Revenge for the 2022 final: Jabeur throws out the defending Wimbledon champion

Revenge for Finale 2022
Jabeur throws out Wimbledon champion

Ons Jabeur would have preferred to win the Wimbeldon final against Jelena Rybakina last year, now she’s getting her revenge in this year’s quarter-finals. On her way to becoming the first tennis player from the African continent to win a Grand Slam title, a “difficult match” awaits her in the semifinals.

Ons Jabeur can keep dreaming. Dreaming of being the first female tennis player from the African continent to win a Grand Slam. In Wimbledon, the Tunisian made a big step forward. In a repeat of the 2022 final, she defeated defending champion Jelena Rybakina from Kazakhstan 6: 7 (5: 7), 6: 4, 6: 1, and in the round of four she will meet world number two Aryna Sabalenka from Belarus on Thursday.

Of course, Jabeur would have preferred to win last year’s match against Rybakina, especially since she also lost the final of the US Open afterwards. “I wish,” she said in the presence of Queen Camilla on Center Court, “I could swap this match for last year’s.” She has no illusions about the duel with Sabalenka, who clearly dominated in her semifinals 6-2, 6-4 against Madison Keys from the USA: “It will be a very difficult match.”

Trained together beforehand

Men have already won Grand Slam titles for Africa. Jaroslav Drobny, born in Prague in 1921, won the French Open in 1951 and 1952 and Wimbledon in 1954 as an Egyptian citizen. The South African Johan Kriek won in January 1982 the Australian Open which started in December and in December 1982 also the following edition. Jabeur is in her third semi-final at a Grand Slam. The second duel will be contested by Elena Switolina from the Ukraine and Marketa Vondrousova from the Czech Republic.

Sabalenka has also been warned. “We trained before Wimbledon,” she said of Jabeur, “and I had a feeling she would play well here because she was amazing on the training ground. She has that level in the matches too.” Of course, Sabalenka is also in great shape, as not only her match against Keys clearly showed: After all, the 25-year-old is now in the semifinals of the fourth Grand Slam in a row. Last year she was excluded from participating in Wimbledon.

Sabalenka only wobbled once in her quarter-finals: The 28-year-old Keys, US Open finalist in 2017 and number 18 in the world rankings, had a great opportunity in the second set to make the match more open again: after a break to make it 4-2 she played three balls to make it 5:2, but then gave up her serve. After 1:27 hours, Sabalenka used her second match point.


**What you have to do:**
Could you write out the records below exactly as they appear, leaving out any pictures?

**** Available data ****

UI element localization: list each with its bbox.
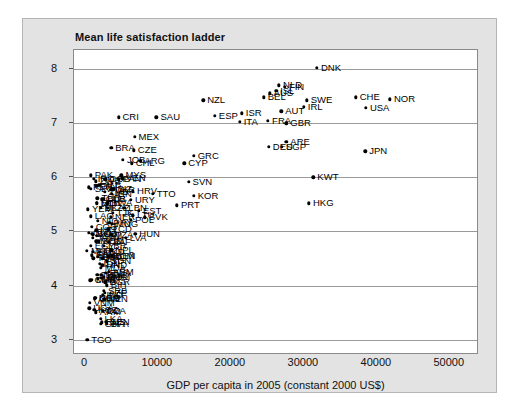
- data-point: [121, 158, 124, 161]
- data-point-label: TTO: [157, 189, 176, 199]
- data-point: [85, 249, 88, 252]
- data-point: [312, 176, 315, 179]
- x-tick-label: 20000: [215, 356, 246, 368]
- data-point: [192, 194, 195, 197]
- y-tick-label: 5: [35, 224, 57, 236]
- data-point-label: USA: [370, 103, 390, 113]
- data-point-label: KWT: [317, 173, 338, 183]
- data-point-label: KOR: [198, 191, 219, 201]
- data-point-label: CHE: [360, 92, 380, 102]
- data-point-label: TZA: [115, 230, 133, 240]
- data-point-label: SVN: [193, 177, 213, 187]
- chart-title: Mean life satisfaction ladder: [75, 31, 225, 43]
- data-point-label: CYP: [188, 158, 208, 168]
- y-tick-label: 8: [35, 62, 57, 74]
- data-point-label: SAU: [160, 112, 180, 122]
- data-point-label: BEL: [268, 92, 286, 102]
- data-point-label: BLZ: [105, 203, 122, 213]
- data-point-label: MKD: [104, 247, 125, 257]
- data-point: [86, 208, 89, 211]
- data-point: [363, 150, 366, 153]
- scatter-plot-area: DNKFINNLDISLAUSBELSWECHENORIRLUSAAUTNZLE…: [73, 49, 478, 354]
- data-point-label: HKG: [313, 199, 334, 209]
- data-point-label: HUN: [139, 229, 160, 239]
- data-point: [280, 110, 283, 113]
- y-axis: 345678: [23, 19, 73, 354]
- y-tick-label: 3: [35, 333, 57, 345]
- x-axis: 01000020000300004000050000: [23, 356, 496, 376]
- data-point: [110, 146, 113, 149]
- data-point-label: MEX: [139, 132, 160, 142]
- y-tick-label: 6: [35, 170, 57, 182]
- data-point: [91, 236, 94, 239]
- data-point: [175, 204, 178, 207]
- gridline-y: [74, 69, 477, 70]
- data-point-label: RUS: [106, 318, 126, 328]
- data-point: [90, 278, 93, 281]
- data-point-label: ESP: [219, 111, 238, 121]
- x-tick-label: 10000: [142, 356, 173, 368]
- data-point: [267, 145, 270, 148]
- data-point-label: NOR: [394, 95, 415, 105]
- data-point: [89, 215, 92, 218]
- data-point: [117, 115, 120, 118]
- data-point: [155, 115, 158, 118]
- data-point-label: DNK: [321, 63, 341, 73]
- y-tick-mark: [69, 68, 73, 69]
- data-point-label: GBR: [290, 118, 311, 128]
- data-point: [133, 135, 136, 138]
- y-tick-mark: [69, 339, 73, 340]
- data-point: [85, 338, 88, 341]
- data-point-label: SGP: [286, 142, 306, 152]
- chart-panel: Mean life satisfaction ladder DNKFINNLDI…: [22, 18, 497, 393]
- x-tick-label: 0: [81, 356, 87, 368]
- data-point: [100, 321, 103, 324]
- data-point-label: JPN: [369, 147, 387, 157]
- data-point-label: ARM: [100, 308, 121, 318]
- gridline-y: [74, 286, 477, 287]
- data-point-label: IRL: [308, 102, 323, 112]
- data-point-label: ITA: [244, 117, 258, 127]
- y-tick-label: 4: [35, 279, 57, 291]
- x-tick-label: 40000: [361, 356, 392, 368]
- y-tick-mark: [69, 176, 73, 177]
- x-tick-label: 30000: [288, 356, 319, 368]
- data-point: [307, 202, 310, 205]
- data-point: [182, 162, 185, 165]
- data-point: [213, 114, 216, 117]
- data-point-label: DOM: [108, 272, 130, 282]
- data-point: [201, 99, 204, 102]
- data-point: [94, 311, 97, 314]
- data-point: [364, 106, 367, 109]
- data-point-label: CRI: [123, 112, 139, 122]
- data-point-label: HRV: [137, 187, 157, 197]
- data-point: [187, 180, 190, 183]
- data-point-label: PRY: [113, 218, 132, 228]
- gridline-y: [74, 340, 477, 341]
- data-point-label: ZWE: [100, 177, 121, 187]
- y-tick-mark: [69, 230, 73, 231]
- data-point-label: FRA: [272, 116, 291, 126]
- data-point-label: NZL: [207, 96, 225, 106]
- y-tick-mark: [69, 122, 73, 123]
- data-point: [87, 307, 90, 310]
- data-point: [266, 119, 269, 122]
- x-tick-label: 50000: [434, 356, 465, 368]
- data-point: [354, 95, 357, 98]
- data-point-label: CHL: [136, 158, 155, 168]
- data-point-label: TGO: [91, 335, 112, 345]
- data-point: [240, 112, 243, 115]
- data-point: [91, 257, 94, 260]
- data-point: [262, 95, 265, 98]
- x-axis-title: GDP per capita in 2005 (constant 2000 US…: [73, 379, 478, 391]
- y-tick-mark: [69, 285, 73, 286]
- data-point: [388, 98, 391, 101]
- data-point: [88, 301, 91, 304]
- data-point-label: PRT: [181, 201, 200, 211]
- y-tick-label: 7: [35, 116, 57, 128]
- data-point: [96, 197, 99, 200]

****

**Response:**
UI element localization: list each with its bbox.
- data-point: [121, 158, 124, 161]
- data-point-label: TTO: [157, 189, 176, 199]
- data-point: [85, 249, 88, 252]
- data-point: [312, 176, 315, 179]
- x-tick-label: 20000: [215, 356, 246, 368]
- data-point: [192, 194, 195, 197]
- y-tick-label: 5: [35, 224, 57, 236]
- data-point-label: USA: [370, 103, 390, 113]
- data-point-label: KWT: [317, 173, 338, 183]
- data-point-label: KOR: [198, 191, 219, 201]
- data-point-label: CHE: [360, 92, 380, 102]
- data-point-label: TZA: [115, 230, 133, 240]
- data-point-label: SVN: [193, 177, 213, 187]
- chart-title: Mean life satisfaction ladder: [75, 31, 225, 43]
- data-point-label: CYP: [188, 158, 208, 168]
- y-tick-label: 8: [35, 62, 57, 74]
- data-point-label: SAU: [160, 112, 180, 122]
- data-point-label: BEL: [268, 92, 286, 102]
- data-point-label: BLZ: [105, 203, 122, 213]
- data-point-label: MKD: [104, 247, 125, 257]
- data-point: [86, 208, 89, 211]
- data-point: [363, 150, 366, 153]
- scatter-plot-area: DNKFINNLDISLAUSBELSWECHENORIRLUSAAUTNZLE…: [73, 49, 478, 354]
- data-point-label: HKG: [313, 199, 334, 209]
- data-point-label: HUN: [139, 229, 160, 239]
- data-point: [280, 110, 283, 113]
- y-axis: 345678: [23, 19, 73, 354]
- y-tick-label: 3: [35, 333, 57, 345]
- x-axis: 01000020000300004000050000: [23, 356, 496, 376]
- data-point: [110, 146, 113, 149]
- data-point-label: MEX: [139, 132, 160, 142]
- y-tick-label: 6: [35, 170, 57, 182]
- data-point: [91, 236, 94, 239]
- data-point: [175, 204, 178, 207]
- gridline-y: [74, 69, 477, 70]
- data-point-label: RUS: [106, 318, 126, 328]
- data-point: [90, 278, 93, 281]
- data-point-label: ESP: [219, 111, 238, 121]
- x-tick-label: 10000: [142, 356, 173, 368]
- data-point: [267, 145, 270, 148]
- data-point-label: NOR: [394, 95, 415, 105]
- data-point: [89, 215, 92, 218]
- data-point: [117, 115, 120, 118]
- data-point: [155, 115, 158, 118]
- data-point-label: DNK: [321, 63, 341, 73]
- y-tick-mark: [69, 68, 73, 69]
- data-point-label: GBR: [290, 118, 311, 128]
- data-point: [133, 135, 136, 138]
- y-tick-mark: [69, 339, 73, 340]
- data-point: [85, 338, 88, 341]
- data-point-label: SGP: [286, 142, 306, 152]
- chart-panel: Mean life satisfaction ladder DNKFINNLDI…: [22, 18, 497, 393]
- x-tick-label: 0: [81, 356, 87, 368]
- data-point: [100, 321, 103, 324]
- data-point-label: JPN: [369, 147, 387, 157]
- data-point-label: ARM: [100, 308, 121, 318]
- gridline-y: [74, 286, 477, 287]
- data-point-label: IRL: [308, 102, 323, 112]
- data-point-label: ITA: [244, 117, 258, 127]
- y-tick-label: 4: [35, 279, 57, 291]
- x-tick-label: 40000: [361, 356, 392, 368]
- y-tick-mark: [69, 176, 73, 177]
- x-tick-label: 30000: [288, 356, 319, 368]
- data-point: [307, 202, 310, 205]
- data-point: [182, 162, 185, 165]
- data-point: [213, 114, 216, 117]
- data-point-label: DOM: [108, 272, 130, 282]
- data-point: [201, 99, 204, 102]
- data-point: [94, 311, 97, 314]
- data-point: [364, 106, 367, 109]
- data-point-label: CRI: [123, 112, 139, 122]
- data-point-label: HRV: [137, 187, 157, 197]
- data-point: [187, 180, 190, 183]
- data-point-label: PRY: [113, 218, 132, 228]
- gridline-y: [74, 340, 477, 341]
- data-point-label: ZWE: [100, 177, 121, 187]
- y-tick-mark: [69, 230, 73, 231]
- data-point-label: FRA: [272, 116, 291, 126]
- data-point-label: NZL: [207, 96, 225, 106]
- y-tick-mark: [69, 122, 73, 123]
- data-point: [87, 307, 90, 310]
- data-point: [266, 119, 269, 122]
- x-tick-label: 50000: [434, 356, 465, 368]
- data-point: [354, 95, 357, 98]
- data-point-label: CHL: [136, 158, 155, 168]
- data-point-label: TGO: [91, 335, 112, 345]
- data-point: [240, 112, 243, 115]
- data-point: [91, 257, 94, 260]
- data-point: [262, 95, 265, 98]
- x-axis-title: GDP per capita in 2005 (constant 2000 US…: [73, 379, 478, 391]
- y-tick-mark: [69, 285, 73, 286]
- data-point: [388, 98, 391, 101]
- data-point: [88, 301, 91, 304]
- data-point-label: PRT: [181, 201, 200, 211]
- y-tick-label: 7: [35, 116, 57, 128]
- data-point: [96, 197, 99, 200]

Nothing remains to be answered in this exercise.